Rolling Stone managing editor Will Dana offered a series of tweets Friday afternoon which seem to offer a more abject apology for the magazines failure to check the facts in a widely read story about an alleged gang-rape at UVA. Dana’s final tweet made it clear the failure was that of the magazine not the young woman profiled in their story.
1/I can’t explain the discrepancies between Jackie’s account and the counter statements made by Phi Psi.
— Will Dana (@wdana) December 5, 2014
2/The fact that there is a story that appears in Rolling Stone in which I don’t have complete confidence is deeply unsettling to me.
— Will Dana (@wdana) December 5, 2014
3/We made a judgment – the kind of judgement reporters and editors make every day. And in this case, our judgement was wrong.
— Will Dana (@wdana) December 5, 2014
4/ We should have either not made this agreement with Jackie…
— Will Dana (@wdana) December 5, 2014
5/…or worked harder to convince her that the truth would have been better served by getting the other side of the story.

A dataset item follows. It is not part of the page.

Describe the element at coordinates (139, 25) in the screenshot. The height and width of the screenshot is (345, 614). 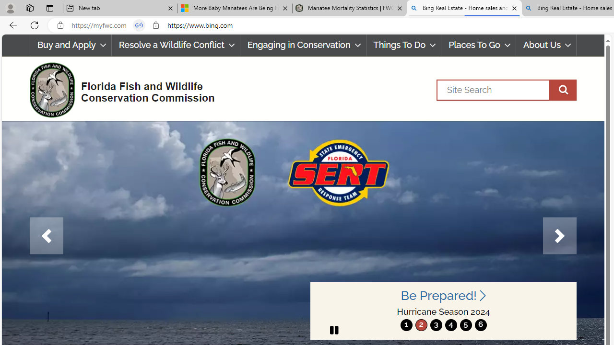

— Will Dana (@wdana) December 5, 2014
6/ That failure is on us – not on her.
— Will Dana (@wdana) December 5, 2014
Earlier in the day Dana had published a 3-paragraph letter backing away from the story. That came as the Washington Post published its own detailed story stating that some of the claims in the Rolling Stone piece were inaccurate. The Post story also noted that some of the friends of the young woman around which the story is based (Jackie–a pseudonym to protect her identity) have begun to have doubts about her story.
Dana’s initial letter backing away from the story was harshly criticized, especially by some on the left, for what they saw as an attempt to blame the subject of the story for the magazine’s failure to verify the facts before publishing. MSNBC’s Chris Hayes had a blunt response:
Also, fuck you RS for trying to throw your source under the bus: this is on you, not her http://t.co/xb8g3aAveM
— Christopher Hayes (@chrislhayes) December 5, 2014
But Hayes’ response was tame compared to how CNN contributor Sally Kohn responded:
Stupid f*cking slimy victim-blaming Rolling Stone….
— Sally Kohn (@sallykohn) December 5, 2014
Vox’s Amanda Taub also wrote a piece criticizing Dana’s initial statement:
Rolling Stone’s statement places the blame on Jackie, accusing her of being unworthy of trust. But the fact is that the magazine failed to report this story in a careful and ethical way. The reporter, Sabrina Rubin Erdely, did not fully check the details of Jackie’s story before publishing them — or contact the alleged perpetrators involved…
Erdely claims that she was trying to protect Jackie, who feared that she might suffer retribution if Rolling Stone contacted her attackers. But failing to ensure that the story was accurate before exposing it to public scrutiny didn’t protect Jackie. It left her vulnerable.